As African-Americans sought greater political and economic freedom in the decades after the Civil War, the medical profession offered opportunities for success, and physicians and pharmacists were often leaders in black communities. Black physicians served important professional, political, and social roles as African-American communities negotiated years of segregation and injustice.
Image number: PR14948
Born in Leon County in 1855, he was one of the first black medical doctors in Florida.
Gunn was mentored by Dr. Betton, a white physician who financed his education at Meharry Medical College. Gunn began his career as a driver for Dr. George W. Betton. His office was on College Avenue. Dr. Gunn died in 1922.
Image number: N034662
Son of former slaves and local AME church founder, he passed the teaching exam at 15 and worked his way through college and medical school, returning to Florida to pass the exam with highest marks.
Dr. William Spencer Stevens was born November 21, 1882, in Tallahassee. He graduated from Florida State Normal and Industrial College and in 1904 received a medical degree from Meharry Medical College in Nashville, Tennessee. Stevens returned to Florida and became the first African-American to open a medical practice in Quincy. In 1906, he opened Stevens' Drug Store in downtown Quincy. In the 1930s, he then built a two-story building that served as a community hospital for the black population of the city.
Image number: PR03759
He was a physician, druggist, and director of the United Protective Association Hospital.
Seminole and Miccosukee Indian healers continued to care for the health of their people through traditional methods well into the 20th century, and the use of folk medicine is still present in modern Florida.
In this oral history interview, recorded on January 18, 1985, Seminole Indian tribal healer Susie Billie of the Big Cypress Seminole Indian Reservation discusses how she learned healing practices from her mother and father as a child, including herb gathering and identification, preparing natural cures, gender roles in Seminole medicine, physical and spiritual healing, payment methods for administering services, and the use of medicine songs.
The number of physicians steadily grew during the 19th century in Florida, and physicians became more qualified and professionally organized.
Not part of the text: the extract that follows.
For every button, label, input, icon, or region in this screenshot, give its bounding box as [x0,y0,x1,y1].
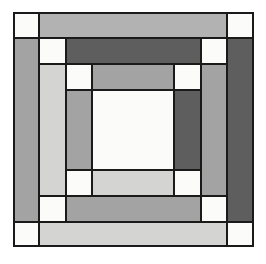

However, people in many areas of Florida relied on traditional or self-trained healers.
Image number: Rc05532
Dr. Wakefield came to Apalachicola in the 1850s. He was a surgeon and pharmacist in the civil war. L-R: Ethel Kilbourn Wakefield, George N. Wakefield, Earl Kilbourn Wakefield, Francis Bryan Wakefield, Jr. and Dr. Francis Bryan Wakefield.
Image number: Rc20846
Mary Jane Safford's brother, Anson Safford, was the former governor of the Arizona Territory, and he founded Tarpon Springs in 1882. Mary Jane came with the governor and Mrs. Safford to Tarpon Springs in 1882. She was a nurse in the early days of the Civil War, studied medicine, taught at the Boston University Medical School, and was the first woman physician to practice in Florida.
Image number: N046852
Born in Lebanon, Kentucky, to Dr. and Mrs. James Fleece of Fayette County, Kentucky, in 1840. Graduated from Louisville Medical College, Louisville, Kentucky. Married Mariah L. Ames on July 19, 1868, and moved to Wildwood. He was Wildwood's first physician. He died in 1898.
Image number: Rc08897
This photo was taken while Jackson was a student at Bellevue Hospital Medical College in New York City.
Image number: rc13870
Henriette Martens, a homeopathic medicine practitioner, was one of the first doctors in south Florida. She had the first telephone outside downtown Miami, and a pineapple and vegetable farm just south of Lemon City.